Aeneas Middleton / Artist Bio
I see my art through dreams that become reality. My father named me after the Trojan Hero Aeneas. I express myself as if I were him, living thousands of years later using ancient techniques of colors layered over themselves. Sometimes, I used synesthesia to create my art. An art process that allows me to be free as an eagle using sound.
I'm never scared to be different. I want to communicate these dreams or visions, to show human emotion that hasn’t been touched yet. Using colors that immediately strike people when they seem them.
In the end, it’s about being Aeneas. Staying true to myself. For my mother has taught me well. All of my paintings start with one brush stroke and become a creative vision that illuminates over time."
To inquire about Middleton’s available works, contact Michele Colonna at michele@colonnacontemporary.com
Featured Works
36” x 36” Mixed Media canvas.
A charged space where knowledge, instinct, and order collide.
Layered symbols, markings, and fractured lines form a universal language—one that transcends words and binds science, myth, and society together. At the center of this coded environment, the goat stands as the silent witness: seeing, hearing, and understanding all. Both observer and conduit, it channels the rhythms of the universe into the structure of human systems, reminding us that
beneath civilization’s noise lies an ancient, shared intelligence connecting everything.
36” x 48” Mixed Media canvas.
Behold him thus, a soldier shown too near,
His visage caught where heaven meets the dust.
The world stands false beneath him; Earth itself
Hangs like a faith unmoored from former vows.
He stands inverted, sworn against all sense,
His feet set firm upon the yielding sky,
Whilst gravity, that ancient tyrant, turns
And climbs his body as a creeping doubt.
This is no fall, but treason slow and sure,
A lifting wrought by laws gone traitor-wise.
The ground releases him with patient hands,
As if the globe conspired against its own.
Upon his skin are writ compulsive marks,
Signs learned in camps where men outlive their fear,
To bind the moist air to its proper place
Lest breath, betrayed, should flee his nostrils’ gate.
For water knows the call of rising force,
As blood knows panic, memory knows shame.
Yet still his eye keeps watch, unblinking, sworn,
A sentinel where reason must command.
The colours bleed aloft like wounded prayers,
And time itself grows thick, reluctant, slow.
This is not war in thunder, steel, or flame,
But war within—the standing when all turns.
Thus lives the soldier: not by strength alone,
But by the art of knowing where to breathe
When Earth denies him down, and heaven pulls
With gentle cruelty, and will must rule.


WORK ITEM:
A single number is the answer: how many lines of the entries contain the word "trend"?

[Figure collection entries]
--------------------

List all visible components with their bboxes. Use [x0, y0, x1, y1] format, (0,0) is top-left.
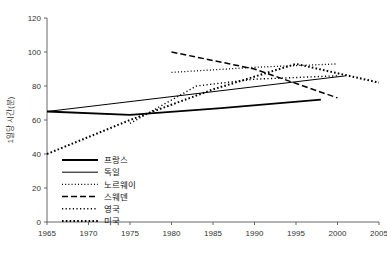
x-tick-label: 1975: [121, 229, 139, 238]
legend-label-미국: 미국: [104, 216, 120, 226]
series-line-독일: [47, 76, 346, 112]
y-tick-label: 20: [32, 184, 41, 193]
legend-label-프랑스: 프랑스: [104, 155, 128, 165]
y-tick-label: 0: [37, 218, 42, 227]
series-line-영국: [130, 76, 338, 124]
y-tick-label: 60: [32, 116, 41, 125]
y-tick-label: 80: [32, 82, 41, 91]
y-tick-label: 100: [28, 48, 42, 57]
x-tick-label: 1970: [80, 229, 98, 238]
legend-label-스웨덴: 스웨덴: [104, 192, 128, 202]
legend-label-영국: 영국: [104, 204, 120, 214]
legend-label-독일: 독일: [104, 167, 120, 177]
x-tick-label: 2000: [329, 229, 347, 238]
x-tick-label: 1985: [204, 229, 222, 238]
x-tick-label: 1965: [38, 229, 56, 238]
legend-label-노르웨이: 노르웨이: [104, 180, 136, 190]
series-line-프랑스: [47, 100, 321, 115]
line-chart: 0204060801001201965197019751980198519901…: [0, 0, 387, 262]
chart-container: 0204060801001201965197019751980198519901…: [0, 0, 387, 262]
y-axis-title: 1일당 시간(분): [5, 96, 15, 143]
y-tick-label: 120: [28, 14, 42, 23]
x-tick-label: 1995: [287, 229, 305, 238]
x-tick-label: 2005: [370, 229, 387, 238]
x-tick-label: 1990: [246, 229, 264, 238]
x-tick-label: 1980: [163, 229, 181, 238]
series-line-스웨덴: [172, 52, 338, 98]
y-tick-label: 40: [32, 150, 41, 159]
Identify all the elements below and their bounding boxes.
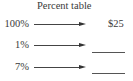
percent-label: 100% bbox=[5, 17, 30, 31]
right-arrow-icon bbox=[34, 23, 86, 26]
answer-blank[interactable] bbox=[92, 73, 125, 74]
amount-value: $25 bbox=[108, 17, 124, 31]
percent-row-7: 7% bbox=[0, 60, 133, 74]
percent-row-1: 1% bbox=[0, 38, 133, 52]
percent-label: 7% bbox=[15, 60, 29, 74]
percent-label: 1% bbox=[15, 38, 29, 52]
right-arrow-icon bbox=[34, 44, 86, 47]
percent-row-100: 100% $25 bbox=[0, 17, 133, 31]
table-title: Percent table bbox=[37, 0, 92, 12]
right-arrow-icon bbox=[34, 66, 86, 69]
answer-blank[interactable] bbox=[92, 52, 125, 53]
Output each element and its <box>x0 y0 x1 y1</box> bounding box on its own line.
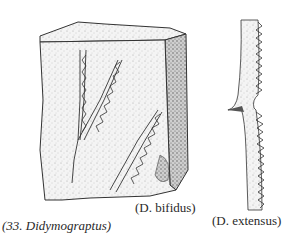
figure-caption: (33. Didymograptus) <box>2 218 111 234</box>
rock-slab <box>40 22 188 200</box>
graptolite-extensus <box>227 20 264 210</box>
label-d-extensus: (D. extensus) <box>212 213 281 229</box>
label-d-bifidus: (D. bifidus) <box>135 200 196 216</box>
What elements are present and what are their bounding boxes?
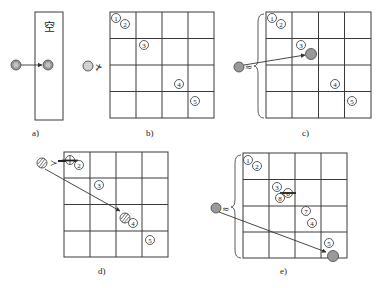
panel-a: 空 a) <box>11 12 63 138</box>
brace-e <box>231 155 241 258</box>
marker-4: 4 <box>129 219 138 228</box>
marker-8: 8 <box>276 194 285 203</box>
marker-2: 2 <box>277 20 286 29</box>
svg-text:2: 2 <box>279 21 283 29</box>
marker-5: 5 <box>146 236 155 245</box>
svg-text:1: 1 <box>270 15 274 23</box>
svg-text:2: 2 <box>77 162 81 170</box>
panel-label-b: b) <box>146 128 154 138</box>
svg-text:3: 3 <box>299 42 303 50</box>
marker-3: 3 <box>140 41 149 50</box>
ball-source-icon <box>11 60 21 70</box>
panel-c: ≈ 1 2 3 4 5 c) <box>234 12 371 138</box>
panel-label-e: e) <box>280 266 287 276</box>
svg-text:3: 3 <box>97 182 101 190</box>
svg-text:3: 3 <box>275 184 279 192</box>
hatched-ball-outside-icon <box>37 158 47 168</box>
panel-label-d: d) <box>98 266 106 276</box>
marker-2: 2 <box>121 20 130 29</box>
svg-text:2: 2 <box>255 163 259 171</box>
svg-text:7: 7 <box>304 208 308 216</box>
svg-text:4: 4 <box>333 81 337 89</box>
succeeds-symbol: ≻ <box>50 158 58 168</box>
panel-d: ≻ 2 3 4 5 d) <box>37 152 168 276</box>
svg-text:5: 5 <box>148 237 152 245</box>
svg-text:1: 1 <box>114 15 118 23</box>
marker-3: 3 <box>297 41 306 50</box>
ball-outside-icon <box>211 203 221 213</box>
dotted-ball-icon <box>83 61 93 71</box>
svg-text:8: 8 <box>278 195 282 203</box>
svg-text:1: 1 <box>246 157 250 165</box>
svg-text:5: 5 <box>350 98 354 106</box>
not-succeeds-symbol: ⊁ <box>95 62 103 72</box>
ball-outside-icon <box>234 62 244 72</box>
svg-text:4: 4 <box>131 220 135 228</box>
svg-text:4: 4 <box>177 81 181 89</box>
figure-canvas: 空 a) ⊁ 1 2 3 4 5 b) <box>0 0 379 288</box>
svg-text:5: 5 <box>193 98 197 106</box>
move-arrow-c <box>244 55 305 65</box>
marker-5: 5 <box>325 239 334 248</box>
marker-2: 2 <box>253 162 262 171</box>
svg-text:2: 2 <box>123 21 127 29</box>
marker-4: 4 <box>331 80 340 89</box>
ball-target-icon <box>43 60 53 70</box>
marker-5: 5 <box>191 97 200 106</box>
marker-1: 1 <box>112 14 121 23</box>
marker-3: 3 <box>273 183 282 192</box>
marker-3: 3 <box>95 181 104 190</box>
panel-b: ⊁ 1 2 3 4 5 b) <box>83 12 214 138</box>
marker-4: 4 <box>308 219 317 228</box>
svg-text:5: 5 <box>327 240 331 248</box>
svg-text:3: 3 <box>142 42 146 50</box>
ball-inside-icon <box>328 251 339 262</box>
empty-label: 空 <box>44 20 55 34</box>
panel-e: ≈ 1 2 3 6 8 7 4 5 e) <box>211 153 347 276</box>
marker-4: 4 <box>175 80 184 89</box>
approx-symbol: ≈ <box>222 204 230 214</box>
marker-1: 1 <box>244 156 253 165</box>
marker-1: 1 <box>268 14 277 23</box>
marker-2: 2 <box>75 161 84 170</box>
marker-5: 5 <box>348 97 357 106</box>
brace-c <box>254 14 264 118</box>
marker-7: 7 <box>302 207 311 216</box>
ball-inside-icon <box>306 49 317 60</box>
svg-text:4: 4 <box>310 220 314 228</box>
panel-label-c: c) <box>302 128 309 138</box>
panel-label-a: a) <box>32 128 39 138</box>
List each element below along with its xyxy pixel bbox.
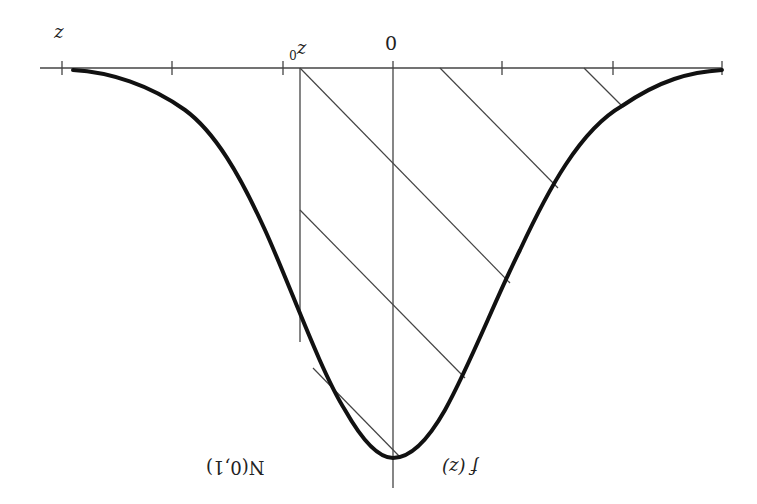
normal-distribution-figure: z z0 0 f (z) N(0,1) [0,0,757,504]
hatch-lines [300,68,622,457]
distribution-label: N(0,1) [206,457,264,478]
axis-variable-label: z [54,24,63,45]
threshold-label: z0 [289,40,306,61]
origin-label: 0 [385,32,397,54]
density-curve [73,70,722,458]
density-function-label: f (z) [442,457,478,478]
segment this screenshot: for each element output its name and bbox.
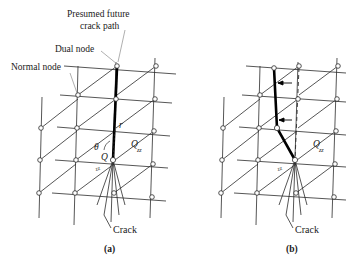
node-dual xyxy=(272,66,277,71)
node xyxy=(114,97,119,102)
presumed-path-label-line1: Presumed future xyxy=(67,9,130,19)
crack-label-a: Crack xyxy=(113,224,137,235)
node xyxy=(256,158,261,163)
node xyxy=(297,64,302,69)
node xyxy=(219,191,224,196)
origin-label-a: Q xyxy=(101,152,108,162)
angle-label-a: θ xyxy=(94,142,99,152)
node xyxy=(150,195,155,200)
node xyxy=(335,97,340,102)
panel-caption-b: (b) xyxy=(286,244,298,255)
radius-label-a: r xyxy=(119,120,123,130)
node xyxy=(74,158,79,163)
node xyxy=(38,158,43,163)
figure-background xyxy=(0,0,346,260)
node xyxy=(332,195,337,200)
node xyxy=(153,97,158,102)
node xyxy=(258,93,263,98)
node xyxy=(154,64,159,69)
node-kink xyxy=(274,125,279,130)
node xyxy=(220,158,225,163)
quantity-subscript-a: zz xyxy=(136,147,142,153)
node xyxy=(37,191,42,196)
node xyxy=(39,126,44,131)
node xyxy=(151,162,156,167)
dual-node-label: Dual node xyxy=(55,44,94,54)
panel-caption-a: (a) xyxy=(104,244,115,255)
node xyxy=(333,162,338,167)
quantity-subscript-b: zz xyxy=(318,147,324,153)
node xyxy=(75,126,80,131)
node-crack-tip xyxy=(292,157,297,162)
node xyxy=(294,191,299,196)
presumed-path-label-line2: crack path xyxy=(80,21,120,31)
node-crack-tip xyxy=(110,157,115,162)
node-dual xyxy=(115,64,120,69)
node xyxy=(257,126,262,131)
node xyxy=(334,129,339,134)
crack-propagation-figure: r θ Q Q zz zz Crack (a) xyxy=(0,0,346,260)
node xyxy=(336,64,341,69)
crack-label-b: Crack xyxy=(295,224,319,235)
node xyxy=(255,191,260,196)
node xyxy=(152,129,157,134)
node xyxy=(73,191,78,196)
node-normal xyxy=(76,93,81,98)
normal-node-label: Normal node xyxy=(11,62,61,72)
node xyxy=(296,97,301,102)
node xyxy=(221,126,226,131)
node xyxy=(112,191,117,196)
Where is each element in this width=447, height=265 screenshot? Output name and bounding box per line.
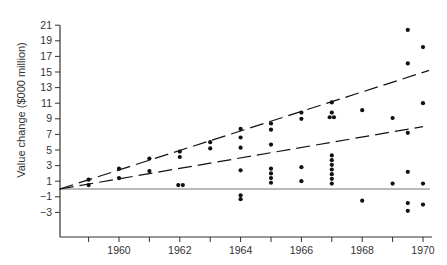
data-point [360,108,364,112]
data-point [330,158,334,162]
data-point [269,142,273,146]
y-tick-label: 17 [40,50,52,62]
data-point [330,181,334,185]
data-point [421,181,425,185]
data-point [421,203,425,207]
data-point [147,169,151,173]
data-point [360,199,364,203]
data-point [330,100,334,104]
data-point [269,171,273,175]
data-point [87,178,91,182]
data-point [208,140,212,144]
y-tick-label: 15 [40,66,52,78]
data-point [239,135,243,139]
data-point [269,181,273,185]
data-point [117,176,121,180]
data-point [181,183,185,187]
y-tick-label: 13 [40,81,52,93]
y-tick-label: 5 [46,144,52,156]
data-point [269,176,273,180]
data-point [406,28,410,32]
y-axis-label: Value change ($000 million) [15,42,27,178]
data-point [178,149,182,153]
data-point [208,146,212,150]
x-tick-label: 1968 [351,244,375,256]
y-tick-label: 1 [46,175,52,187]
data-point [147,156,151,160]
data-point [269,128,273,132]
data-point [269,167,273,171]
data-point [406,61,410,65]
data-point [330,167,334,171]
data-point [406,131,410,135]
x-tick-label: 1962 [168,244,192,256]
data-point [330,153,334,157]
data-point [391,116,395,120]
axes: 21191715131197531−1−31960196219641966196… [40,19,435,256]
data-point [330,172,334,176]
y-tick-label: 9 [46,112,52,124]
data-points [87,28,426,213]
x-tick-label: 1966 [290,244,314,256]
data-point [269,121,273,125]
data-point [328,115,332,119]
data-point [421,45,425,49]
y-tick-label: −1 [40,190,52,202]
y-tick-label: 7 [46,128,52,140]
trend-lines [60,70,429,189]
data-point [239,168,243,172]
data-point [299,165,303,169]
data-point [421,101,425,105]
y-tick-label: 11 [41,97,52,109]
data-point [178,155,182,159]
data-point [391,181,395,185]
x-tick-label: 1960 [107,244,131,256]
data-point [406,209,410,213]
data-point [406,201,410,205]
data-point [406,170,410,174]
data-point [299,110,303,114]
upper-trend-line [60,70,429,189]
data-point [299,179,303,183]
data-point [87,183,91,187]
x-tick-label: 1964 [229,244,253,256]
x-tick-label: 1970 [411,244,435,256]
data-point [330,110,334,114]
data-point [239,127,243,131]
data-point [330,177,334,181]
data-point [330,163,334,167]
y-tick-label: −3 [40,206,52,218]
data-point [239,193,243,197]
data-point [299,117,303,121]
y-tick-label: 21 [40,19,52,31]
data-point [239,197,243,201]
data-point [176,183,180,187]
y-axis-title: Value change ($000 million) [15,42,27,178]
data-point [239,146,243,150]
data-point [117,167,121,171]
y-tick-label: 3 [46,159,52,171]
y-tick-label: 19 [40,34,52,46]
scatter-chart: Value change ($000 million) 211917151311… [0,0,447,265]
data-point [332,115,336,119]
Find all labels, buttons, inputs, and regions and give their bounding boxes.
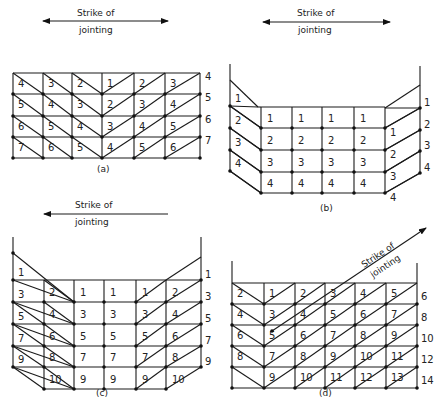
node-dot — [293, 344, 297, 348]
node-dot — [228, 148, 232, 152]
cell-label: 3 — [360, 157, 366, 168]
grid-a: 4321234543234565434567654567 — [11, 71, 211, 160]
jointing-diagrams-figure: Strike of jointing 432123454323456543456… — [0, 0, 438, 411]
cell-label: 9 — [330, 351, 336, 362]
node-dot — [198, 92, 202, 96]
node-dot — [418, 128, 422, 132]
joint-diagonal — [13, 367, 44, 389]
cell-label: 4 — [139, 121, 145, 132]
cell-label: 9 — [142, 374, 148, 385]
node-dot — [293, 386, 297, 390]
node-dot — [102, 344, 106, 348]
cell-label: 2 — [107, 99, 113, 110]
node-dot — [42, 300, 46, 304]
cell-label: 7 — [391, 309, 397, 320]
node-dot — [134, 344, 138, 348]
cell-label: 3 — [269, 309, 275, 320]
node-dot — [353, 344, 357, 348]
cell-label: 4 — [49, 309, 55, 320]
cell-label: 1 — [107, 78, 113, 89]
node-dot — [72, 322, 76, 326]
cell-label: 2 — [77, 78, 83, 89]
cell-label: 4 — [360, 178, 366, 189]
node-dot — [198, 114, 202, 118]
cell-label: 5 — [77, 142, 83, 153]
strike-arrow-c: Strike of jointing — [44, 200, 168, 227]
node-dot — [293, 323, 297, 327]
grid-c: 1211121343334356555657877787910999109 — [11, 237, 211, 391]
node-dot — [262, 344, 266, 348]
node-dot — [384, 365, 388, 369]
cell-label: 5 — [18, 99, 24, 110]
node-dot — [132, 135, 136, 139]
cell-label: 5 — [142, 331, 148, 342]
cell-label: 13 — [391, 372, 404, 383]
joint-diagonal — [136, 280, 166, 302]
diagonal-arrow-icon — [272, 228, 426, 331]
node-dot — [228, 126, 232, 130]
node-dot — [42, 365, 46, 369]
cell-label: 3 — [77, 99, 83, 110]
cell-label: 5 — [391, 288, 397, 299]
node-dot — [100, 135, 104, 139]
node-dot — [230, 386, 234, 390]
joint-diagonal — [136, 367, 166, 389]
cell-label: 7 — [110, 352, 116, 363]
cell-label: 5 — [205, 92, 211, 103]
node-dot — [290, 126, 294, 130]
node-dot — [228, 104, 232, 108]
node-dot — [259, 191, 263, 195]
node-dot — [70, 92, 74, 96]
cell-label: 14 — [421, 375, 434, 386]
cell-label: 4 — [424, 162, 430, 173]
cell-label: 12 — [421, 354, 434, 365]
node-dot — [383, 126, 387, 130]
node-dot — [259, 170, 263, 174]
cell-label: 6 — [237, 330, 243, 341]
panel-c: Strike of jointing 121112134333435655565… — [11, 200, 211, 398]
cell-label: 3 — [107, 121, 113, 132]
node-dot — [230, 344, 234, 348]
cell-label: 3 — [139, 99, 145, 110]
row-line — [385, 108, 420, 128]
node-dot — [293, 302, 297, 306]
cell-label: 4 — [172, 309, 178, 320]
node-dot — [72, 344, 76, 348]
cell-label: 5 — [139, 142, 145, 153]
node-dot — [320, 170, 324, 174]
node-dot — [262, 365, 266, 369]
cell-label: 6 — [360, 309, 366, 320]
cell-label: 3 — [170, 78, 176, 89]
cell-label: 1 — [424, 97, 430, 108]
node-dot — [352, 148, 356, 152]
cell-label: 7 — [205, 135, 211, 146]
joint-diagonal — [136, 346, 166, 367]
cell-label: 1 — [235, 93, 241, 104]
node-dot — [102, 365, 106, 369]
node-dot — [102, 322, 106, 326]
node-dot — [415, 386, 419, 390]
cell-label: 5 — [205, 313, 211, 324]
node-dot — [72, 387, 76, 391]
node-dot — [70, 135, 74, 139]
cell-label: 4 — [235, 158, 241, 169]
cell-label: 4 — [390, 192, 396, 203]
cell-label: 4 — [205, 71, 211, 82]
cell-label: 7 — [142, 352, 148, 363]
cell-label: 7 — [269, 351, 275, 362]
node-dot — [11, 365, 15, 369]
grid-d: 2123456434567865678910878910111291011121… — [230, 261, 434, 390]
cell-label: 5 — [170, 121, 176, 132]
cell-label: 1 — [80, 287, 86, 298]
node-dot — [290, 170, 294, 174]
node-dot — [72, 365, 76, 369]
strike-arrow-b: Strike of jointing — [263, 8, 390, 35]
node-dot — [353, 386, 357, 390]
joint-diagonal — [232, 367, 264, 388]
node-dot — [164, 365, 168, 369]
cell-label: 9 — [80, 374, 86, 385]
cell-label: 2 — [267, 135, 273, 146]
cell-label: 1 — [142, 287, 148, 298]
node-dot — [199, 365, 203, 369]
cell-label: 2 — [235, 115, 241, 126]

--------------------

FINAL ANSWER:
2